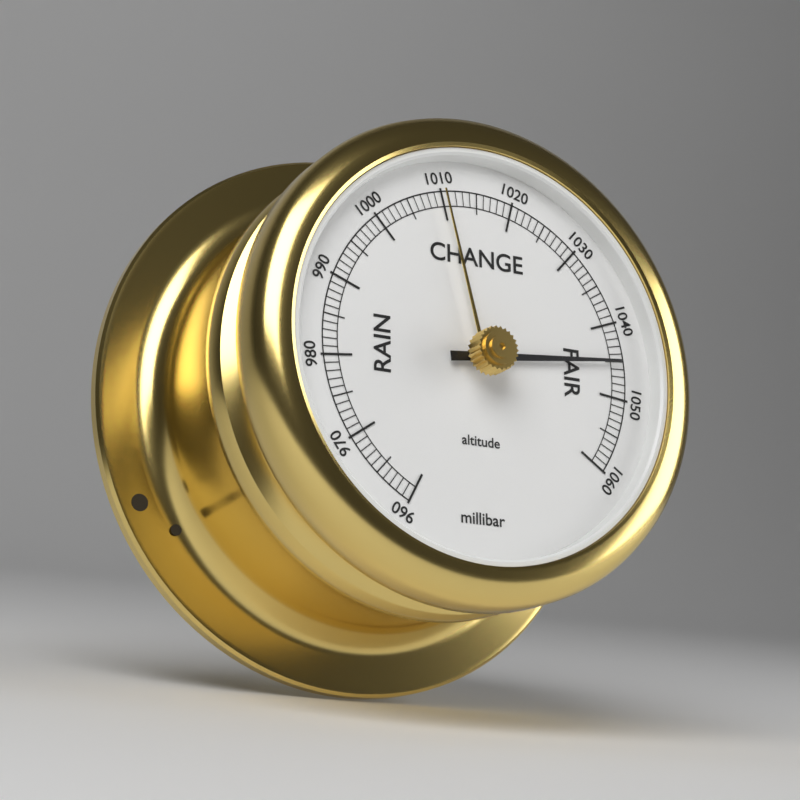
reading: 1045 millibar
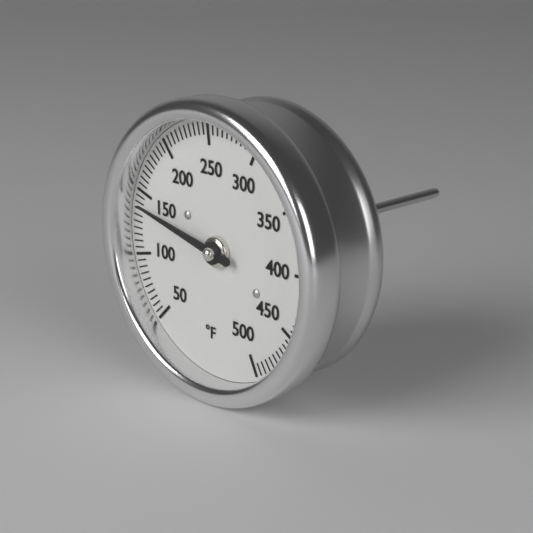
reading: 140 °F
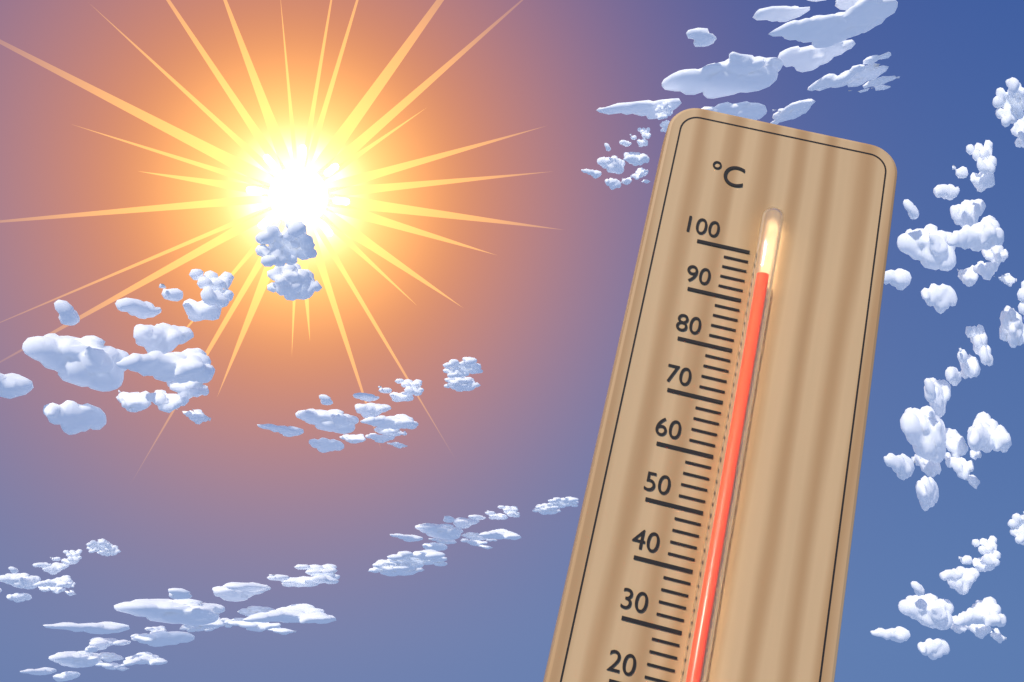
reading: 95 °C
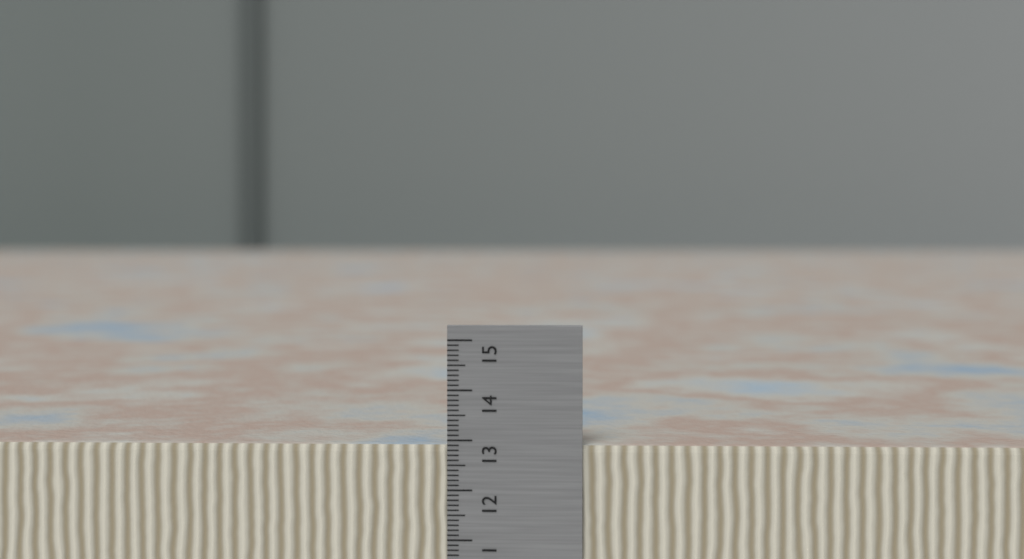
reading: 12.9 cm
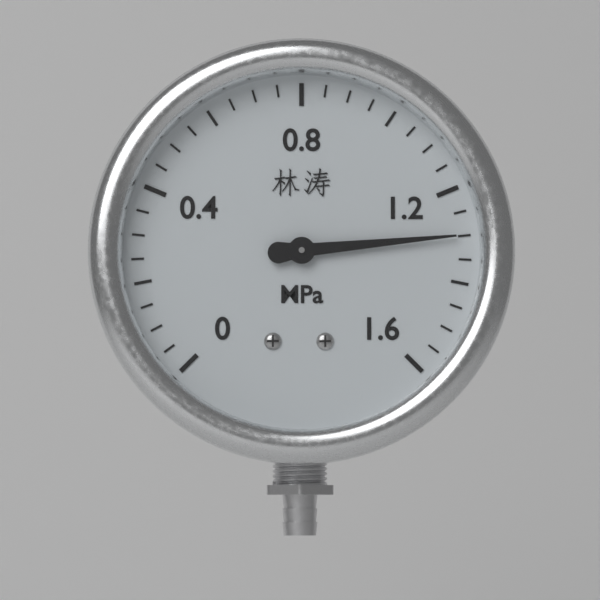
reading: 1.30 MPa
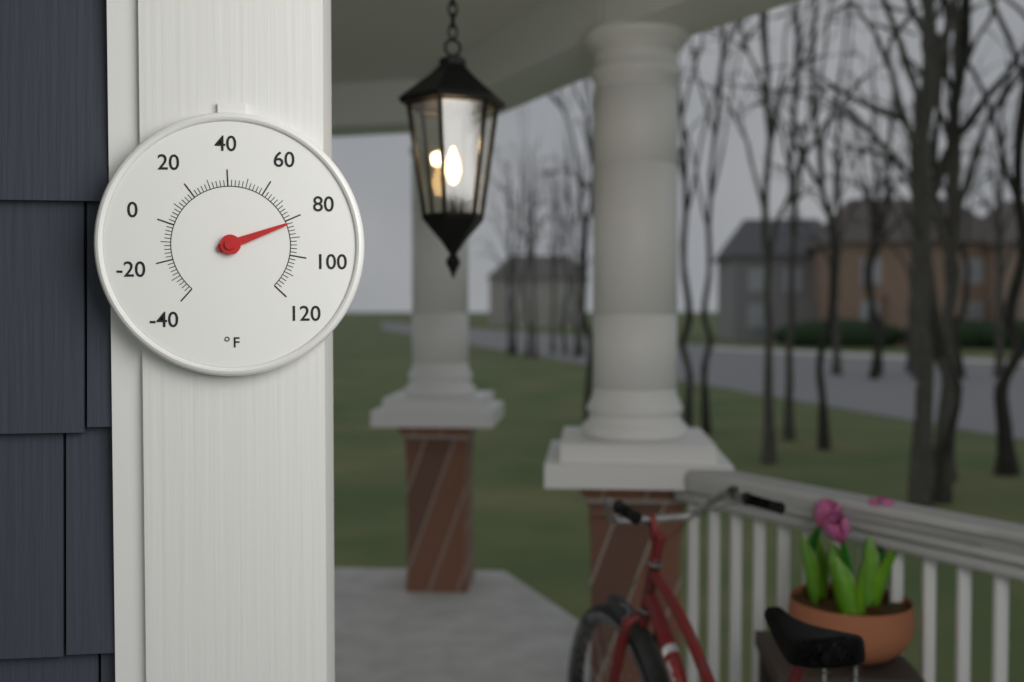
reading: 82 °F
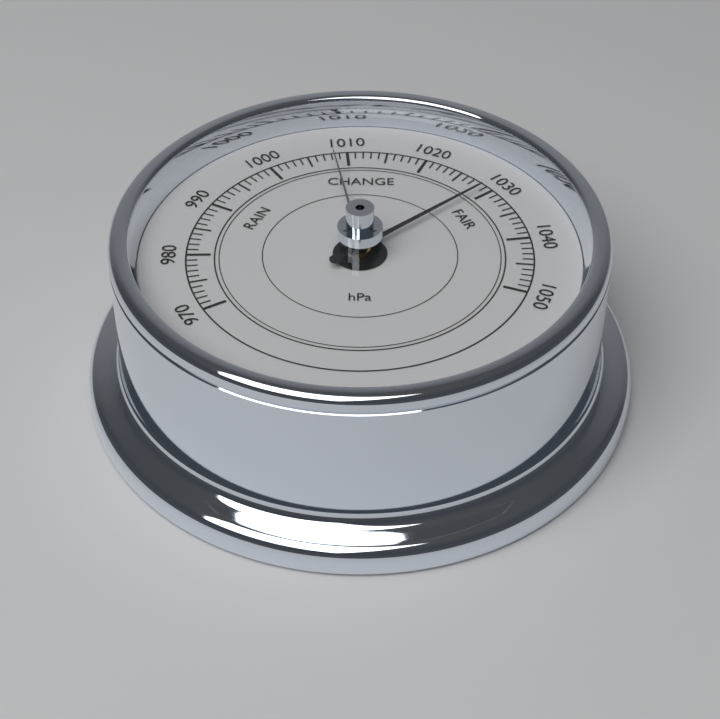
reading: 1029 hPa
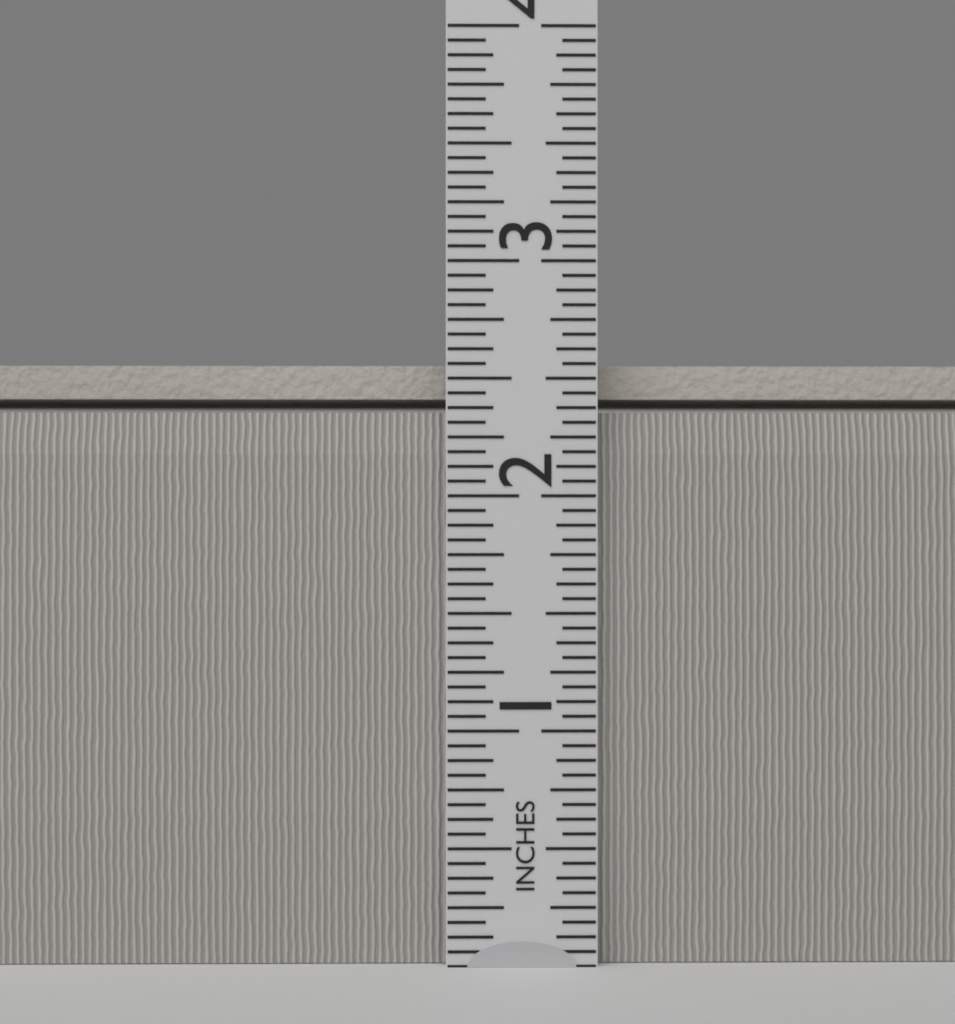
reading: 2.5625 in
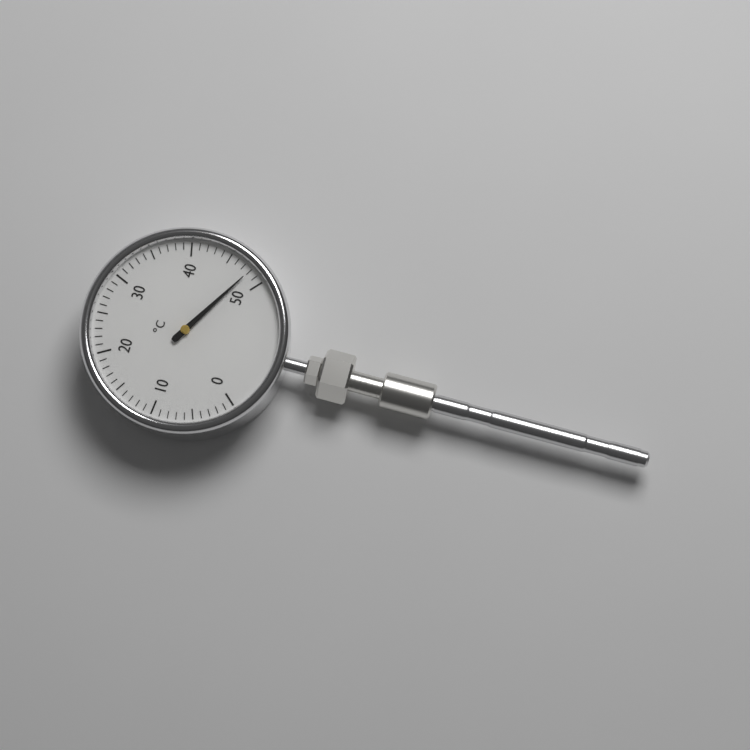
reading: 48 °C
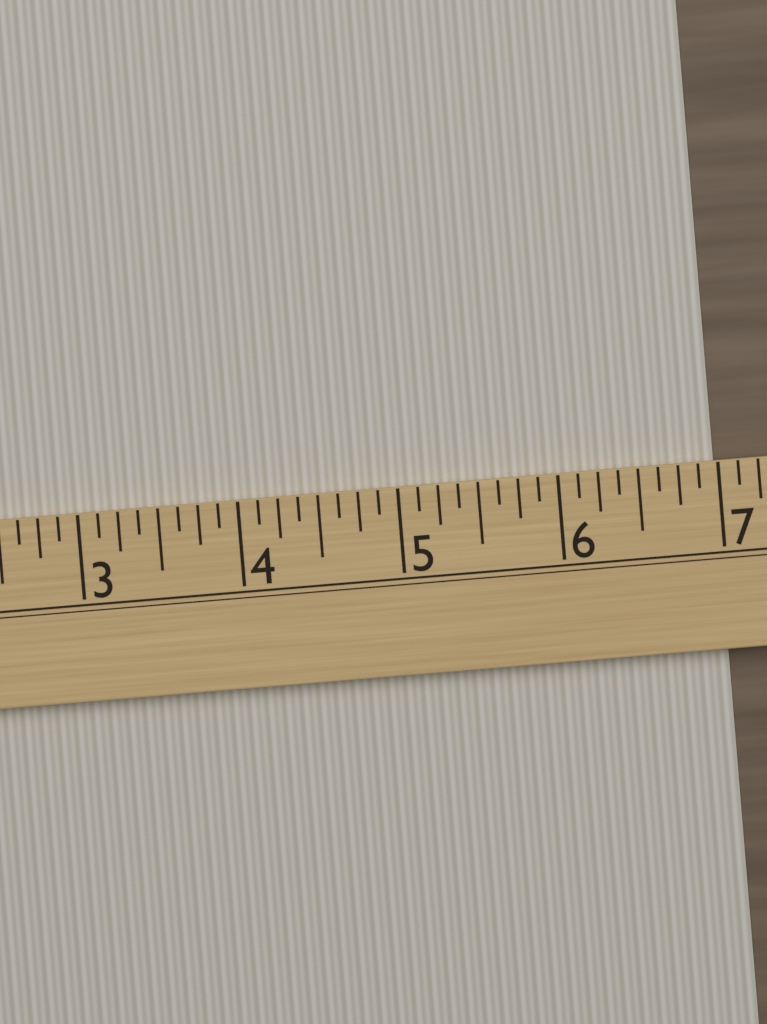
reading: 7.000 (no unit)
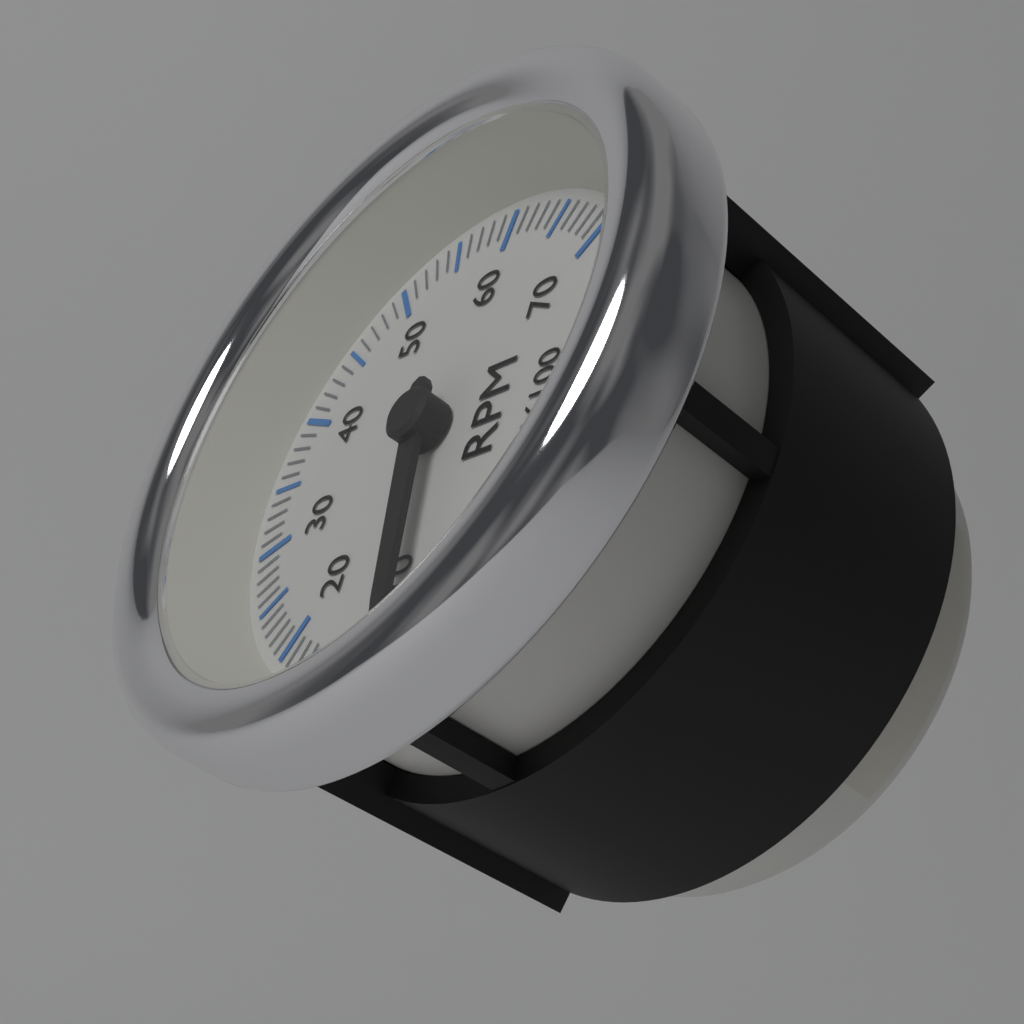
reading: 900 RPM
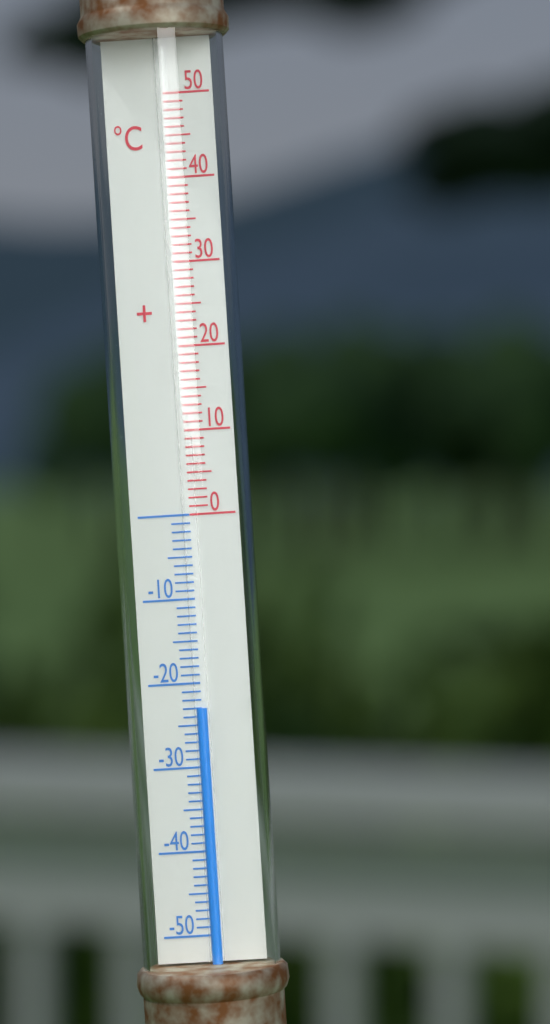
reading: -23 °C
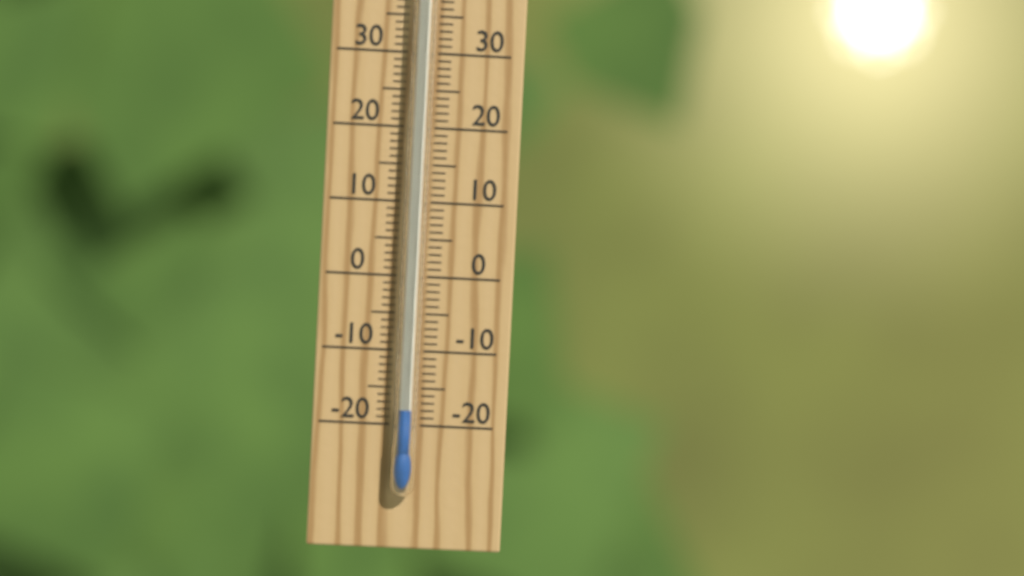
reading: -18 °C
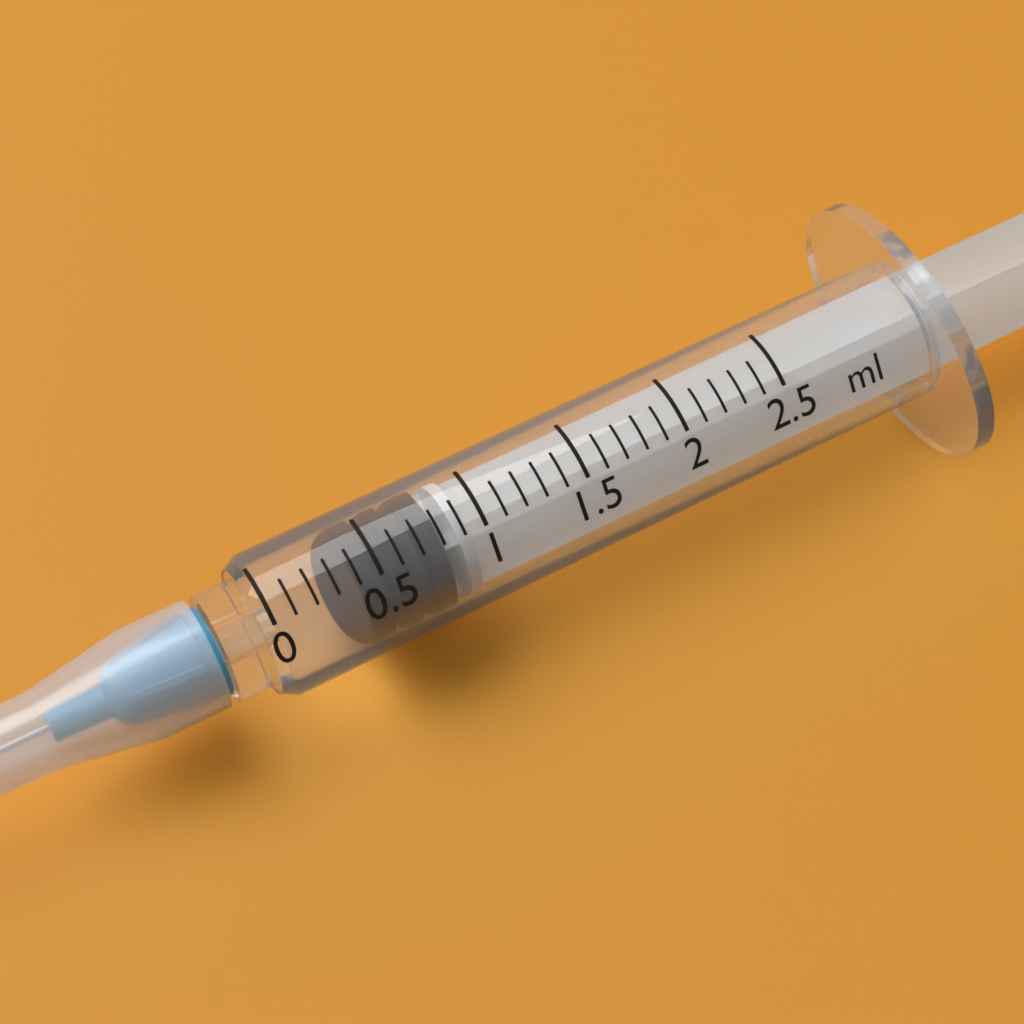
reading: 0.4 ml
____
Starting with the line containing "reading: 12.9 cm" and ending with the last line of the records above, write out each line exactly; no pictures.

reading: 12.9 cm
reading: 1.30 MPa
reading: 82 °F
reading: 1029 hPa
reading: 2.5625 in
reading: 48 °C
reading: 7.000 (no unit)
reading: 900 RPM
reading: -23 °C
reading: -18 °C
reading: 0.4 ml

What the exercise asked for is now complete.